Perhaps it's some sort of bug. (IE6 Peekaboo Bug perhaps)

.picright,
.priceleft,
.dropcap {
position:relative;
}

The above css may just get IE 6 to behave for a while.


position:relative worked, and solved one or two other IE6 display
problems I was having. Thanks for your help.
 
J

Jonathan N. Little

BootNic said:
I think there will a slow decline in the use of xp, IE 6/7 over the
next year.

At any rate, after 13-jul-2010 I do not believe that it will be
profitable to support IE 6/7.

Who said anything about support?
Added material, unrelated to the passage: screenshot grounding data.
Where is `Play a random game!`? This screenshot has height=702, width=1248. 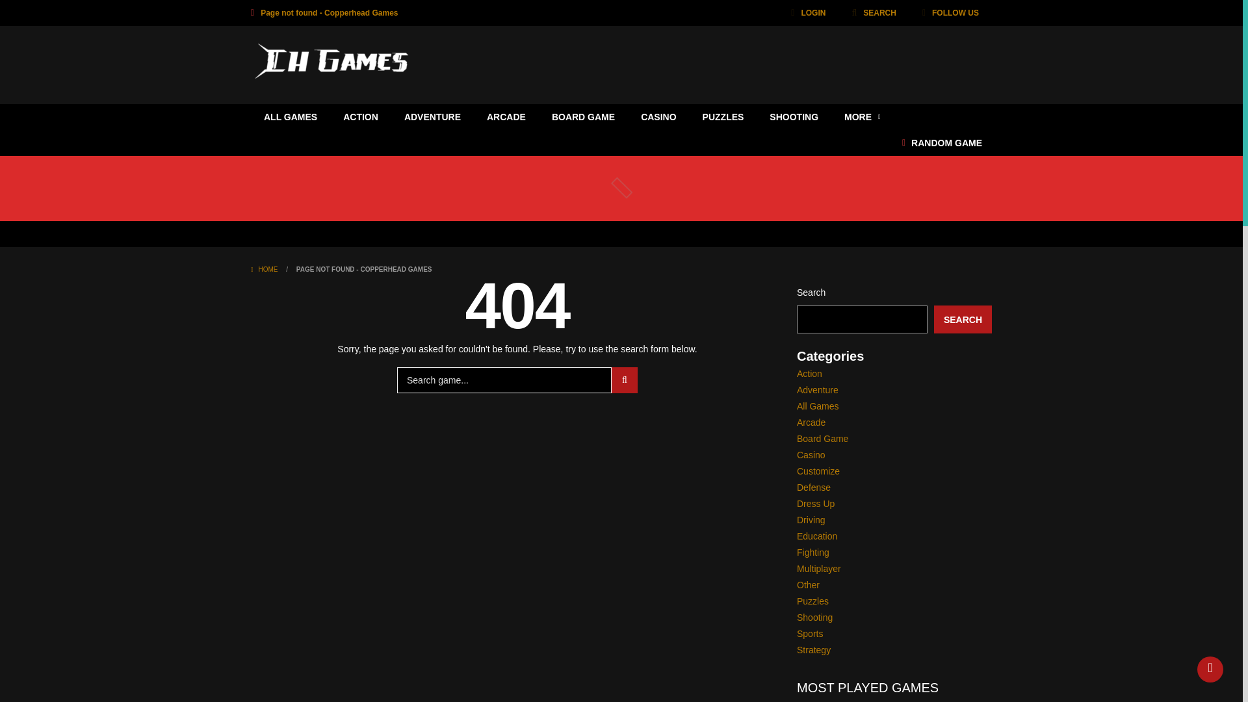
Play a random game! is located at coordinates (942, 142).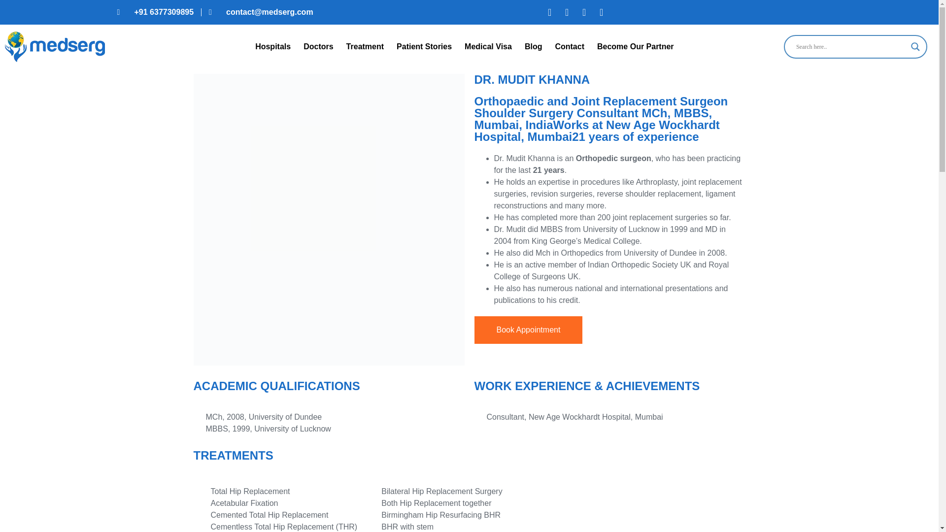  What do you see at coordinates (609, 80) in the screenshot?
I see `DR. MUDIT KHANNA` at bounding box center [609, 80].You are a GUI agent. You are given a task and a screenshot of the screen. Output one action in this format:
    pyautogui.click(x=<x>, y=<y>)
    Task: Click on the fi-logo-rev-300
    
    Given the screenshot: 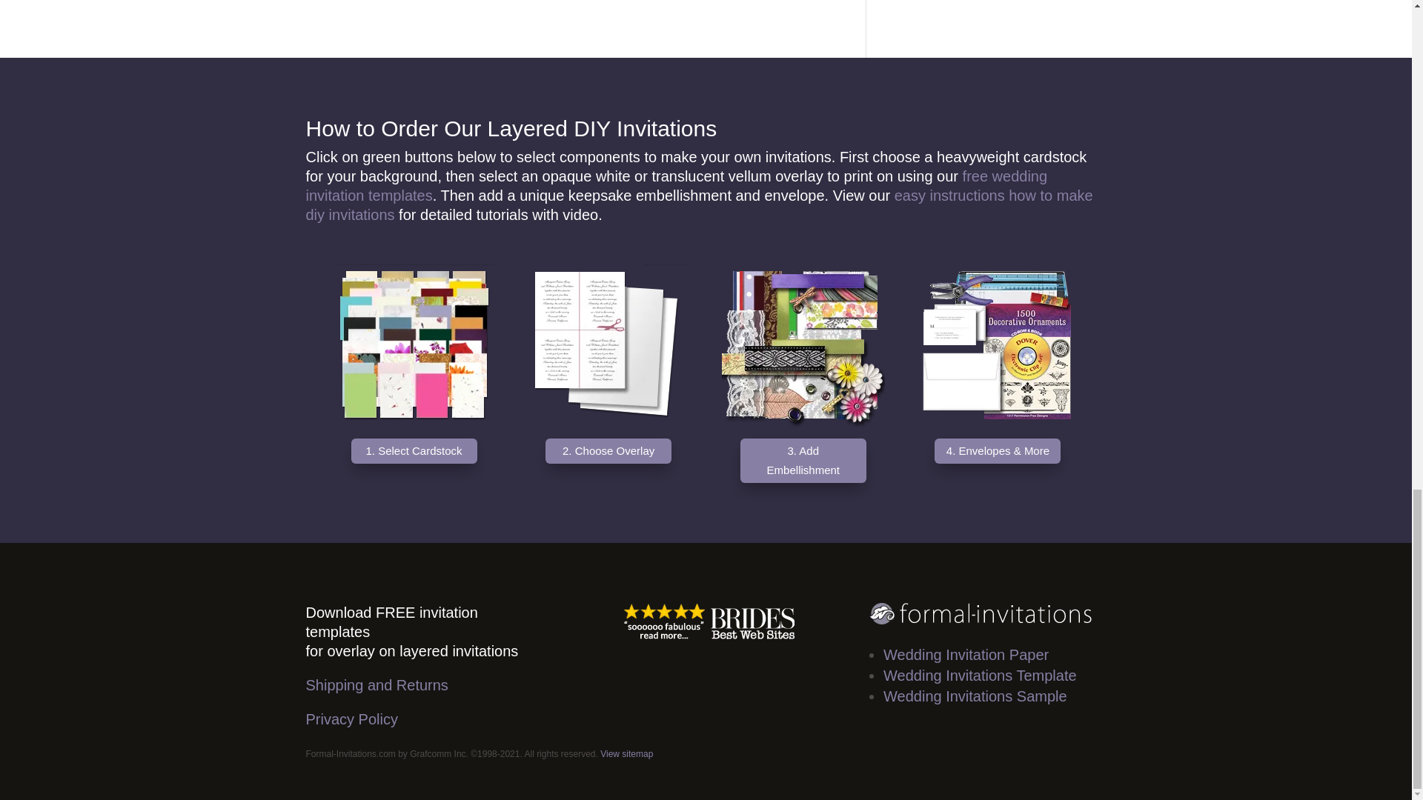 What is the action you would take?
    pyautogui.click(x=980, y=614)
    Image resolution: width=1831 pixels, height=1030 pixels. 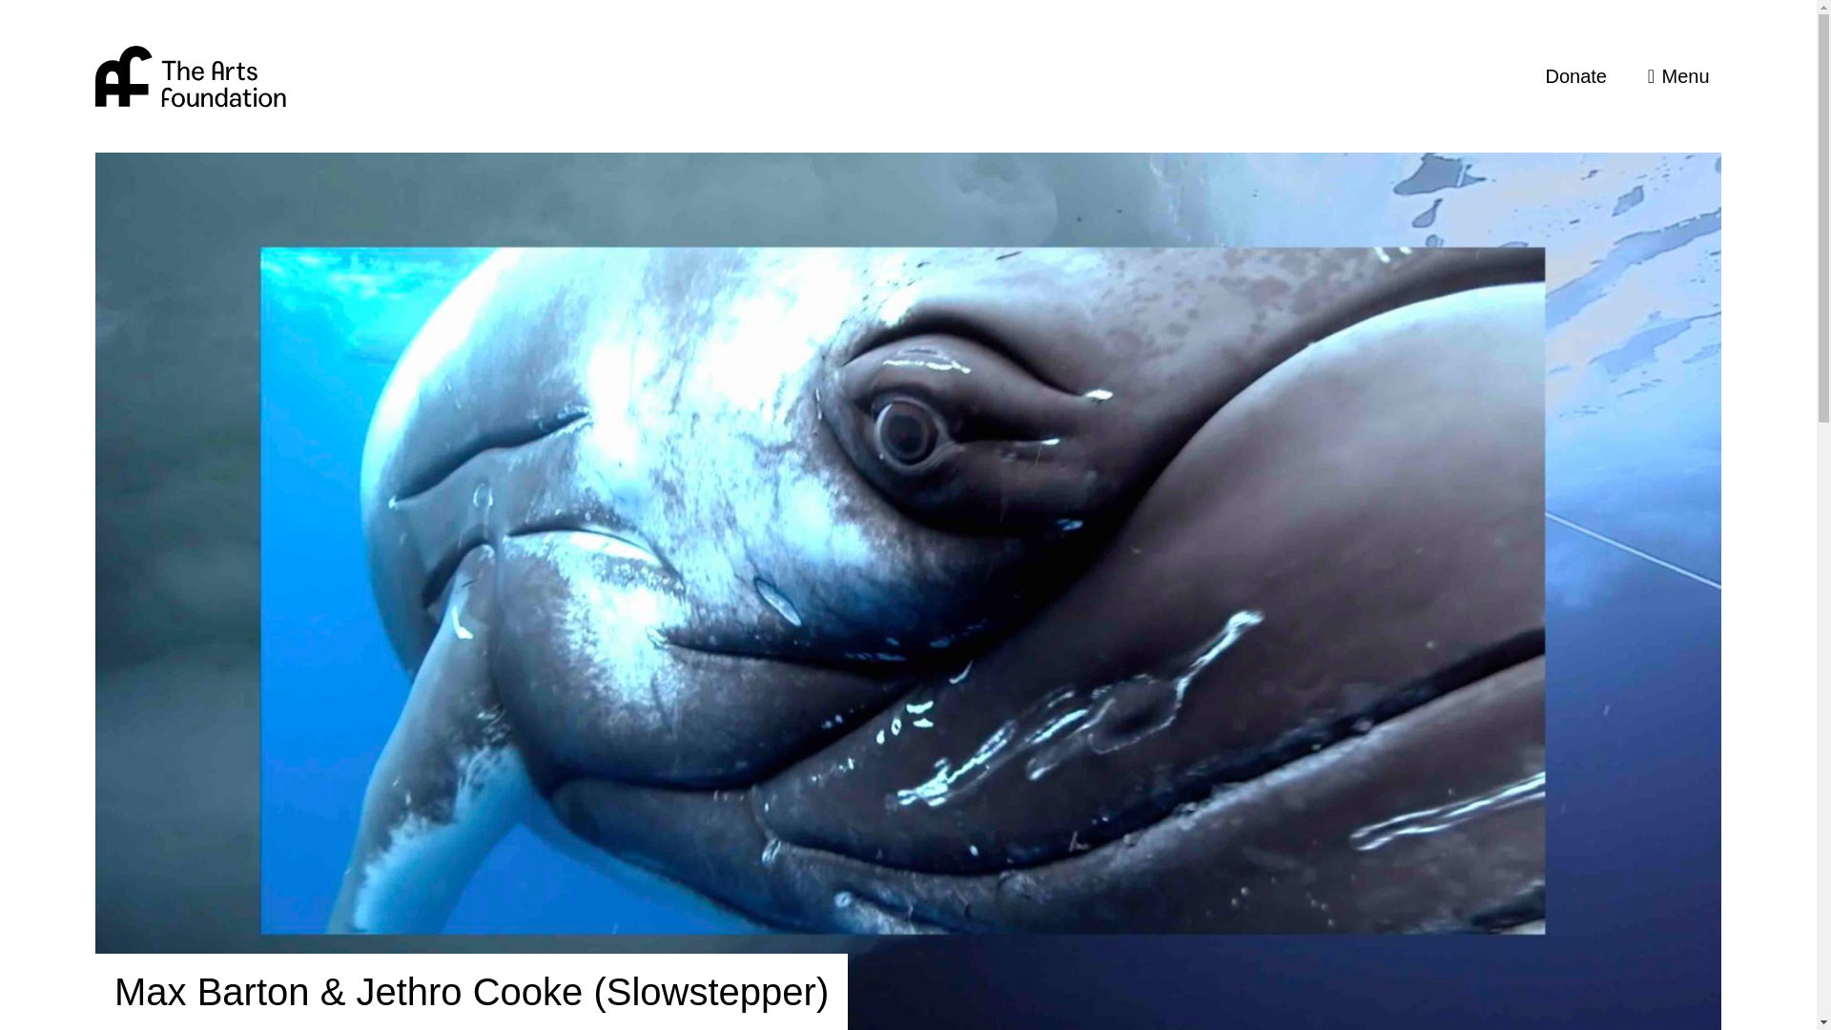 What do you see at coordinates (190, 75) in the screenshot?
I see `Arts Foundation` at bounding box center [190, 75].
There is still a significant number of
98 & 2000 machines still in the wild to date.
 
D

dorayme

Ed Mullen <[email protected]> said:
Consider digital TV in the USA. At some point you just have to say:
"Ok! It's over! You're obsolete!"

Crikey! We are backwards here, we are just about to ditch analog TV.
What are you guys into now, hologramic TV, you all gather around it in a
circle like at a real football match except a smaller circle. Unreal!
I'm coming to Aaaaaaaameeeericaaaa!
 
M

+mrcakey

Thing is, anyone with an "interesting" copy of XP is not able to upgrade
from IE6. What would be nice is if, once the support period has ended, M$
admitted defeat and made the internet a better place by disabling IE6 - or
at least turning it into a nagathon - and forcing download of IE8 on anyone
left over regardless of the legitimacy of the copy of Windoze on which it
resides. Alternatively they could go all guerilla on they asses and roll it
back to an even more insecure/non-compliant version!